The CPPC Project

Controller/comPiler for Portable Checkpointing

Some of the transforms implemented by the CPPC compiler are semantic-directed. These require certain semantic information about which function calls implement certain semantics and how. Since source code in imperative languages is not intrinsically semantic, it is necessary to provide semantic information to the compiler. The mechanism for supplying this information is extensible and not tied to specific implementations of a semantic, fulfilling the portability target present in CPPC.

The compiler reads this semantic information from XML files having a given, simple format. Take a look at the "linux-module.xml" in the "compiler/semantic-meta" subdirectory. Each of this files is called a "semantic module", and contains semantic information about a collection of related procedures. Each procedure can have any number of semantic tags, each one of them having a "role" identifier and, optionally, a number of attributes that give further information on how the procedure implements the given semantic.

Look, for example, at the UNIX fopen and open functions. Both accept two parameters: a path string and modifiers on how to open the file, and both return a reference to the opened file. This information is passed to the compiler in the semantic description of the functions. This reference is different for each one of them, a FILE * for the fopen function and an integer for open. The given "DescriptorType" attribute tells the compiler which type of file descriptor does the function return.

Besides semantic information, these files also contain data flow information. The input, output and input-output parameter tags contain information about the outcome, in terms of data flow, of the call to a certain procedure. This is useful for optimizing the amount of information saved to disk by providing some information about opaque function calls to the data flow analyses.

The current release of CPPC includes semantic modules for common POSIX functions, MPI, and common Fortran intrinsics. If you intend to provide support for a specific family of functions not included with CPPC, follow these steps:

  1. Create a new XML file, and insert the necessary <cppc-semantic-module > and <module> tags. Give the module a name that fits the function family which documents.
  2. Add the functions in that family (or simply the ones you need). For each function, add a classification of its parameters in terms of data flow: input/output/input-output. Note that you do not strictly need to add this information, but it will improve the efficiency of the checkpointing process.
  3. Add the semantic roles to the relevant functions. Current recognized roles are:
    • CPPC/Nonportable: Identifies a procedure as having a non portable outcome, which has to be recovered by code re-execution rather than by storing it into the save file.
    • CPPC/IO/Open and CPPC/IO/Close: For marking functions that open/close sequential access streams. It is required if you want CPPC to automatically track the state of such media. Attributes for the semantic role are the "Path" to the file being opened, the "FileDescriptor" being returned and its "DescriptorType". You can see an example in the semantic modules bundled with this distribution.
    • CPPC/Comm/Initializer: Used for identifying functions that initialize the parallel system. Since CPPC might perform interprocess communications at restart time, it needs to locate the point in the code where the comm system is started.
    • CPPC/Comm/Ranker: Used for identifying functions that return the rank of a parallel process. It is necessary to correctly perform the communications analysis.
    • CPPC/Comm/Sizer: Used for identifying functions that return the size of a communicator in a parallel execution. It is necessary to correctly perform the communications analysis.
  4. If your semantic module documents a widely used family of functions, please send it to the contact address shown in the main page so that it can be added to the next version of the CPPC compiler.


• **What the task asks**: Copy out each line below in which the string "caption" appears.

• **Task material**:
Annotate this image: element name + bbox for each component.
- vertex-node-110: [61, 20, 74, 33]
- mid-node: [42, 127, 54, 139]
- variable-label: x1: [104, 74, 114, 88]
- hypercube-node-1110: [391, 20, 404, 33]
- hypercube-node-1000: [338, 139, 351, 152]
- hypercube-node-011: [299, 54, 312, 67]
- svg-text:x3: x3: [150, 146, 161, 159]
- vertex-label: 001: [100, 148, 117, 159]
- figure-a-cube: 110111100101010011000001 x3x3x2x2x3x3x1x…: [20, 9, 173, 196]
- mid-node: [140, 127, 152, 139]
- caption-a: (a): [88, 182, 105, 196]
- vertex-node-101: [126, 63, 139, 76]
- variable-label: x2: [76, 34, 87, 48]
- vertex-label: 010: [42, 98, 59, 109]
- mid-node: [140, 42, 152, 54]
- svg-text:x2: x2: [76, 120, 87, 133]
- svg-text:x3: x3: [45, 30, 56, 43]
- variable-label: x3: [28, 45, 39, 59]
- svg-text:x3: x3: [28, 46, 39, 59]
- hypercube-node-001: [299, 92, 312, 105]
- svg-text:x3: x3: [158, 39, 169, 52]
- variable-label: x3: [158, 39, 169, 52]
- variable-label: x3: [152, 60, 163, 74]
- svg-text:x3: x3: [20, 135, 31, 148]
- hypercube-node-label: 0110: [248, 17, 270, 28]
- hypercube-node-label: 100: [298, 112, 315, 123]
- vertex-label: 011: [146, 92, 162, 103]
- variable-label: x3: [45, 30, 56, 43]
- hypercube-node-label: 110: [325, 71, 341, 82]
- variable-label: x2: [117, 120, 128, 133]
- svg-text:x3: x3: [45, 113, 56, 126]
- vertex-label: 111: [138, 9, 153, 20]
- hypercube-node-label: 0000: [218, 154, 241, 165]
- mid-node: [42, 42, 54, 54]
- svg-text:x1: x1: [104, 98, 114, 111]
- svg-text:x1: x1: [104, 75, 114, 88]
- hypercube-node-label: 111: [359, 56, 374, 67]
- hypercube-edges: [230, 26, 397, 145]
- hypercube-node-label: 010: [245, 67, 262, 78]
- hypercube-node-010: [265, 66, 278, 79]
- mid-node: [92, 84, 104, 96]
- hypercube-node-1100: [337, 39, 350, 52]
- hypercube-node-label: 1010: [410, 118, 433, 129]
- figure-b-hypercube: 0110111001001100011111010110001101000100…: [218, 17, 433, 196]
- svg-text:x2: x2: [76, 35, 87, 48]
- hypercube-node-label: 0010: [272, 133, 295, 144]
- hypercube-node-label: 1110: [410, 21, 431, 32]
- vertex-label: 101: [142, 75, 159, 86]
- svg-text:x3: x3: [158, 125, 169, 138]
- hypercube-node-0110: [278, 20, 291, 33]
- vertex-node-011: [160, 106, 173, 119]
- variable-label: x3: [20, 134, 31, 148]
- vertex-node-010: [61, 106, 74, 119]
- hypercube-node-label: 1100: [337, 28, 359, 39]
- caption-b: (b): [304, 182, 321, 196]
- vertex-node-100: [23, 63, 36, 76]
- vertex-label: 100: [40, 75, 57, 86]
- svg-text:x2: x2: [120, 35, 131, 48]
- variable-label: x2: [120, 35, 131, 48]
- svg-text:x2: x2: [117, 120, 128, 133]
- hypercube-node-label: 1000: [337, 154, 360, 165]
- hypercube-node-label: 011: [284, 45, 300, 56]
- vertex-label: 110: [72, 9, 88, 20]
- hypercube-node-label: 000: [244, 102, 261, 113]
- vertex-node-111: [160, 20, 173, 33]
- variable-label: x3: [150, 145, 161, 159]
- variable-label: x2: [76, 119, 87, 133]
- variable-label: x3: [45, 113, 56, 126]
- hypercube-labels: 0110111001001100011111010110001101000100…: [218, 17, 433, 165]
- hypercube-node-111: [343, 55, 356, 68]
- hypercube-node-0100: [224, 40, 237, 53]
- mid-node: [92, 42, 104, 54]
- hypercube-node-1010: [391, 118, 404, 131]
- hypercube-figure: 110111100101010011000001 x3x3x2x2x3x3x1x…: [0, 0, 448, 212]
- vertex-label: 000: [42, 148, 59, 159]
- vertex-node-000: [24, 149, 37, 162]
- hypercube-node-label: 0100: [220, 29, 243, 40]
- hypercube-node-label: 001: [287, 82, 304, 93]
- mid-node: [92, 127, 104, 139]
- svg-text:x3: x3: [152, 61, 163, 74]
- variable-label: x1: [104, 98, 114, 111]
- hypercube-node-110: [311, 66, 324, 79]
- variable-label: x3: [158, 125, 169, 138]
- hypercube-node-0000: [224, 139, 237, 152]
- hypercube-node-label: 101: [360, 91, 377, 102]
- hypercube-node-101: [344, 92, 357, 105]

• **Result**:
- caption-a: (a): [88, 182, 105, 196]
- caption-b: (b): [304, 182, 321, 196]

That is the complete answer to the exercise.